Dry Sore and Tender Skin in Seniors

Are you a senior who has dry sore and tender skin? There has to an answer! Yes, the answer is moisturizers.  It is important to moisturize your skin in the senior years. This is because the skin tends to dry out as part of the aging process, causing dry, sore and tender skin in seniors. The skin becomes thinner, losing some of its protective water/fatty layer.

Read on for ideas and information on skin that feels better.

If you are a resident in a rehab center, perhaps for speech or occupational therapy, you can apply these great tips. If you are visiting as an outpatient, you will find some useful tips here too.

 

Moisturizers Keep Water in the Skin

Invest in a suitable moisturizer for the hands and the face of a senior person.

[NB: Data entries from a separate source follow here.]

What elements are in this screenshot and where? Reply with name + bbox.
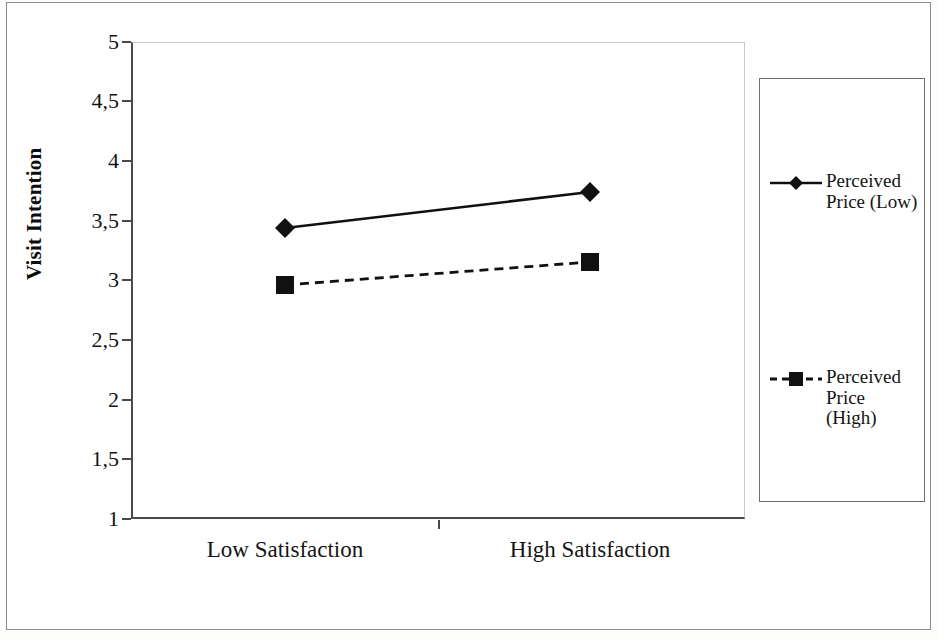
y-tick-mark-5 [122,41,131,43]
y-tick-label-5: 5 [49,31,119,53]
y-tick-label-4: 4 [49,150,119,172]
diamond-marker [789,176,803,190]
y-tick-mark-2 [122,399,131,401]
x-tick-mark-center [438,520,440,529]
y-tick-mark-3 [122,279,131,281]
y-tick-label-3-5: 3,5 [49,210,119,232]
y-tick-mark-1-5 [122,458,131,460]
y-tick-label-1: 1 [49,508,119,530]
legend-item-perceived-price-low[interactable]: Perceived Price (Low) [770,171,920,212]
y-tick-mark-4-5 [122,100,131,102]
legend-sample-dashed-square [770,369,822,389]
y-axis-title: Visit Intention [22,148,47,280]
y-tick-label-4-5: 4,5 [49,90,119,112]
plot-area [131,42,745,519]
y-tick-label-2-5: 2,5 [49,329,119,351]
chart-legend: Perceived Price (Low) Perceived Price (H… [759,78,925,502]
y-tick-label-1-5: 1,5 [49,448,119,470]
y-tick-mark-2-5 [122,339,131,341]
y-tick-label-3: 3 [49,269,119,291]
y-tick-mark-1 [122,518,131,520]
legend-label-perceived-price-high: Perceived Price (High) [826,367,920,429]
x-tick-label-high-satisfaction: High Satisfaction [510,538,670,561]
legend-item-perceived-price-high[interactable]: Perceived Price (High) [770,367,920,429]
y-tick-label-2: 2 [49,389,119,411]
y-tick-mark-4 [122,160,131,162]
y-tick-mark-3-5 [122,220,131,222]
legend-sample-solid-diamond [770,173,822,193]
legend-label-perceived-price-low: Perceived Price (Low) [826,171,917,212]
figure-page: Visit Intention 5 4,5 4 3,5 3 2,5 2 1,5 … [0,0,939,641]
square-marker [789,372,803,386]
x-tick-label-low-satisfaction: Low Satisfaction [207,538,364,561]
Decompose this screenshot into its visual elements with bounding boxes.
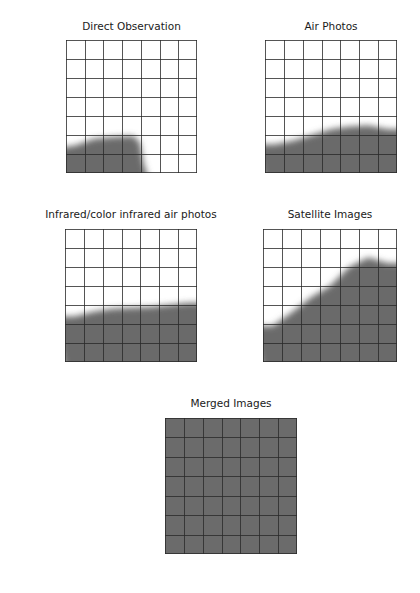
panel-title: Satellite Images [223,208,420,220]
plot-grid [66,40,197,173]
panel-title: Infrared/color infrared air photos [25,208,237,220]
panel-title: Merged Images [125,397,337,409]
coverage-area [56,136,148,183]
panel-title: Direct Observation [26,20,237,32]
plot-grid [65,229,197,362]
plot-grid [263,229,397,362]
plot-grid [165,418,297,554]
panel-title: Air Photos [225,20,420,32]
plot-grid [265,40,397,173]
coverage-area [253,258,407,373]
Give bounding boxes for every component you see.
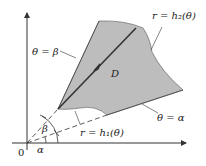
label-outer-curve: r = h₂(θ) [152, 10, 196, 21]
beta-tick-bottom [54, 130, 59, 136]
beta-tick-top [40, 115, 46, 118]
label-theta-beta: θ = β [32, 46, 59, 57]
label-inner-curve: r = h₁(θ) [80, 127, 124, 138]
label-angle-beta: β [41, 123, 48, 134]
label-region-d: D [110, 68, 119, 79]
label-theta-alpha: θ = α [157, 112, 185, 123]
leader-h2 [151, 27, 162, 50]
angle-arc-alpha [45, 137, 46, 143]
label-origin: 0 [18, 147, 24, 158]
leader-beta [60, 51, 76, 58]
polar-region-diagram: 0 D θ = β θ = α r = h₂(θ) r = h₁(θ) β α [0, 0, 206, 166]
leader-h1 [75, 111, 80, 124]
label-angle-alpha: α [37, 144, 44, 155]
leader-alpha [142, 104, 158, 113]
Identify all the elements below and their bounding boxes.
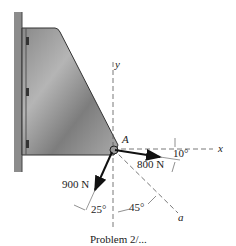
force-900n-label: 900 N: [62, 178, 89, 190]
angle-45-label: 45°: [129, 201, 144, 213]
x-axis-label: x: [217, 142, 223, 154]
angle-25-label: 25°: [91, 203, 106, 215]
bolt-icon: [26, 37, 29, 45]
bracket: [22, 28, 118, 155]
y-axis-label: y: [114, 58, 120, 70]
wall: [14, 12, 22, 172]
angle-10-label: 10°: [173, 147, 188, 159]
force-800n-arrow: [115, 150, 160, 157]
point-a-label: A: [121, 133, 129, 145]
caption: Problem 2/...: [90, 233, 147, 245]
bolt-icon: [26, 88, 29, 96]
force-diagram: y x a A 800 N 10° 900 N 25° 45° Problem …: [0, 0, 236, 246]
force-800n-label: 800 N: [137, 158, 164, 170]
bolt-icon: [26, 140, 29, 148]
force-900n-arrow: [95, 152, 112, 190]
a-axis-label: a: [178, 211, 184, 223]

Beauty moisturizing creams for senior women are often rich in malic acid and retinoic acid.

A general light moisturizing cream can be used for the rest of the body. Some of the places that people commonly apply moisturizer to include the arms, legs, the neck, chest area.

Read the good habits listed below to keep in moisture and avoid dry, sore and tender skin in seniors.

If moisturizing is not sufficient to fix dry, itchy skin, a dermatologist can help find a solution. Occasionally, medicated creams are needed for dry, itchy skin.

 

Moisturizers and Mobility

If you cannot apply moisturizer to hard-to-reach places for reasons of lack of mobility, look online for long handled applicators .

A family member or friend might be happy to indulge you, by rubbing some moisturizing cream or lotion into dry facial skin or to the hands.

 

Foods that Can Promote Skin Moisturization

Foods that promote moisture and elasticity in the skin are foods that are rich in:

  • Healthy fats. If your diet allows, include these in your diet – fatty fish, avocados and walnuts
  • Vitamin A from sweet potatoes, red and yellow peppers.
  • Vitamin B3 from sources such as from liver and chicken breast, mushrooms, eggs, leafy greens.

 

Skin-Drying Habits to Avoid

  • Over-frequently washing the hands or face.
  • Use of harsh hand soap. Instead, use a soap-free soap.
  • Sucking of lips. This can dry them out. Dry lips will come back to life with some loving lip balm.
  • Overheating the room with different types of heaters

 

Good Habits that Promote Skin Hydration

 

Outdoors

  • Use lip balm summer and winter to keep lips moisturized.
  • In the summer and on sunny days in other seasons remember to use sunscreen. This is the prime tool against sun-dried skin.
  • On cool and wintry days, when going outdoors, wrap up warm. Protect your hands with gloves.

 

Dry sore and tender skin in seniors is not something a person has to live with, especially if it is not due to a medical cause. Moisturizing the skin is often a fairly simple solution. Rubbing in a little moisturizer can also do wonders for a person’s morale. That is especially important, if you are a patient in rehab. So apply that moisturizer to yourself or to a loved one. Let that good feeling of being loved and cared-for spread all over!

 

dry sore and tender skin in seniors can be moisturized to feel much better

Dry sore and tender skin in seniors can be moisturized to feel much sotfer and smoother.